An Illinois high school is spending thousands to reprint its yearbooks after several photos of students throwing up a white nationalism hand sign were discovered in the final copies.
School administrators at Oak Park and River Forest High School found the photos after yearbooks came back from the printer, reports CBS Chicago. Students in 18 photos were seen displaying an upside-down okay sign, typically associated with white nationalism.
“The sign has more recently become associated with white nationalism,” superintendent Joylynn Pruitt-Adams wrote in an email to parents. “The photos in question, as well as all the other club team/photos in which students are striking poses and making gestures, will be replaced with the straight-forward group shots.”
The school considered placing stickers over the signs but decided against it because they would “place a cloud of suspicion over all the students in those photos, regardless of whether they used the sign or not.”
The photos were taken in October 2018, before the school knew about the connotation of the gesture. It will cost the district $53,794 to reprint the books, according to The Chicago Sun-Times. The students will receive blank booklets to use if they wish to collect signatures from their classmates.
The students who made the gestures have not been disciplined.
“Those pages were reviewed and shipped to the printer in early December, before the gesture was widely known to have any association with white nationalism,” Pruitt-Adams said in the letter. “I want to be clear that we are not making any presumptions about students’ intent in using the gesture.”
It will take about four weeks for the student body to receive the edited yearbooks.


WORK REQUEST -
Look through the data below and, wherever a line carries the word "Seedance", please copy that line.

%%

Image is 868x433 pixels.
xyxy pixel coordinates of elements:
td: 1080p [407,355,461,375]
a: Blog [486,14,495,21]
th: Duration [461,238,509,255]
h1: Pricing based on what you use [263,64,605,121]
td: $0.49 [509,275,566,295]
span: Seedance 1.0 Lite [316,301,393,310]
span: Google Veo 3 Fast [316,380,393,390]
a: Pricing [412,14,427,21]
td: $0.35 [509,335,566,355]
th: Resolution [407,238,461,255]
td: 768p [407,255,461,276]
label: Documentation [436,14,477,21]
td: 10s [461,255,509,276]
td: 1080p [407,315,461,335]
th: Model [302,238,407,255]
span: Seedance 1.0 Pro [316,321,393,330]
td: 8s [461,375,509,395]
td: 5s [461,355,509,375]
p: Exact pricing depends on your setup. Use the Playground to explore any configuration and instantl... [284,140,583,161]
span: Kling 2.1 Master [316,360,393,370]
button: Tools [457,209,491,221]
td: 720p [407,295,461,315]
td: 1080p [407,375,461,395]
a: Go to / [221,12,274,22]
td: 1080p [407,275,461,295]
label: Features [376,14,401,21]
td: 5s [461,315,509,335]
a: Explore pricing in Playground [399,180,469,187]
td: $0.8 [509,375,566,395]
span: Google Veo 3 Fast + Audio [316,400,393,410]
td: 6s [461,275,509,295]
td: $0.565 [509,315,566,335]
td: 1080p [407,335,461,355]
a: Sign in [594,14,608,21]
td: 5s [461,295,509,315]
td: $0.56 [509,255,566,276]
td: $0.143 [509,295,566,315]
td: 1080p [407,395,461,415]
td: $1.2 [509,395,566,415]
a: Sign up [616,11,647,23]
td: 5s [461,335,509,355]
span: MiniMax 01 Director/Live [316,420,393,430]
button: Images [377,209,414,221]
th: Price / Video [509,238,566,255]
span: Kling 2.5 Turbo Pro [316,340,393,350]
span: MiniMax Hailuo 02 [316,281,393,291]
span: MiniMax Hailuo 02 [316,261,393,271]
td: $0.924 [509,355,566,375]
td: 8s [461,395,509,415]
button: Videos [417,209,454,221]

%%

EXPECTED OUTPUT -
span: Seedance 1.0 Lite [316,301,393,310]
span: Seedance 1.0 Pro [316,321,393,330]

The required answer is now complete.